Hyper V Vs Vmware Market Share 2018

Enable advanced capabilities not previously possible on physical systemsESX installs a hypervisor on the hardware. It acts as the intermediary between the hardware and any virtual machines running on the server.

Hyper-v Vs Vmware

Hardware device drivers are included in the hypervisor. This is called a direct driver model.Hyper-V also installs on bare metal. But all management functions and access to hardware is controlled via a “root partition” that runs the Windows Server (or Server Core) 2008 OS.

Hyper-v Vs Vmware Workstation

This root partition is actually a special virtual machine, through which hardware I/O requests from child partitions travel via the VMBus architecture. This is called an indirect driver model. So basically before you enable the Hyper-V role, your server OS is of the typical architecture, after enabling the role, Hyper-V installs itself on top of the hardware, and places your original OS into this special virtual machine, the root partition.A comparison of certain key features between platforms:. ESX supports both 32 & 64-bit hosts, Hyper-V requires a 64-bit host that supports hardware-assisted virtualization.
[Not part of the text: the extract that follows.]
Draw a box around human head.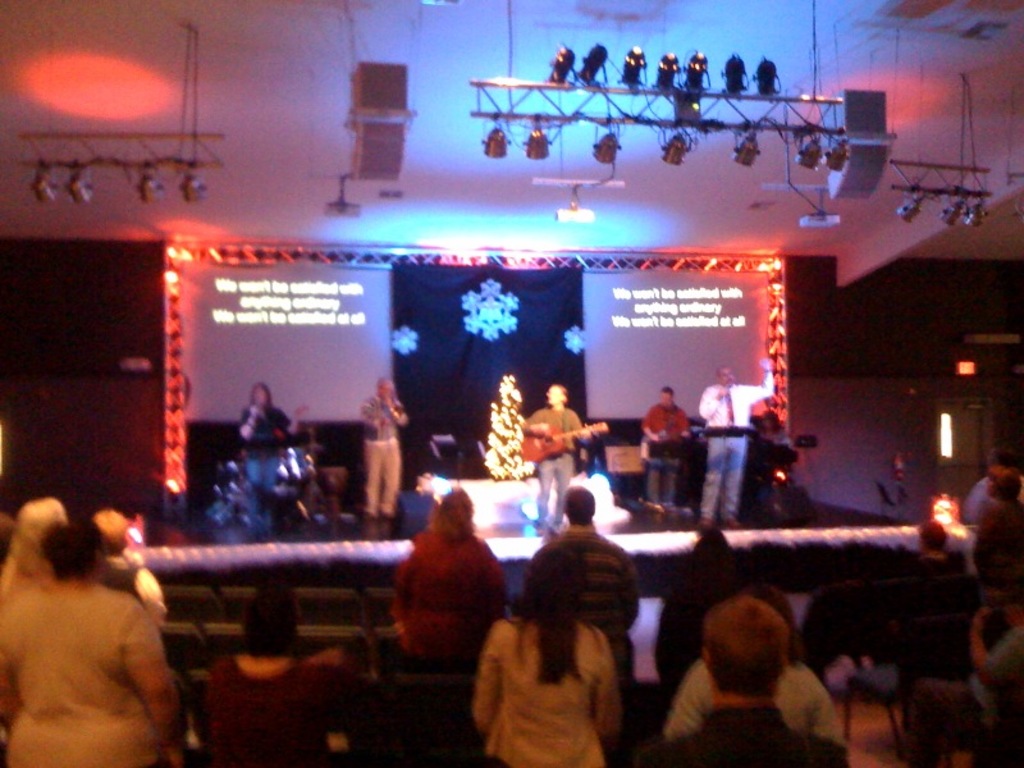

All platforms support 32 or 64-bit guests. Maximum Logical Host CPU’s: ESX = 32, Hyper-V = 16 (can do more, but not supported). Maximum Supported Host Memory: ESX = 256 GB, Hyper-V = 2 TB (2008 Enterprise Ed.). Maximum Memory per Guest OS (VM): ESX & Hyper-V = 64 GB. Maximum Supported Running VM’s: ESX = 128, Hyper-V = limited only by available resources. RAM Over-Commitment: Supported in ESX, not supported in Hyper-V. (This allows RAM allocated to VM’s to exceed actual available RAM in host).

NIC Teaming: Native support in ESX. Hyper-V only supports via 3rd party drivers.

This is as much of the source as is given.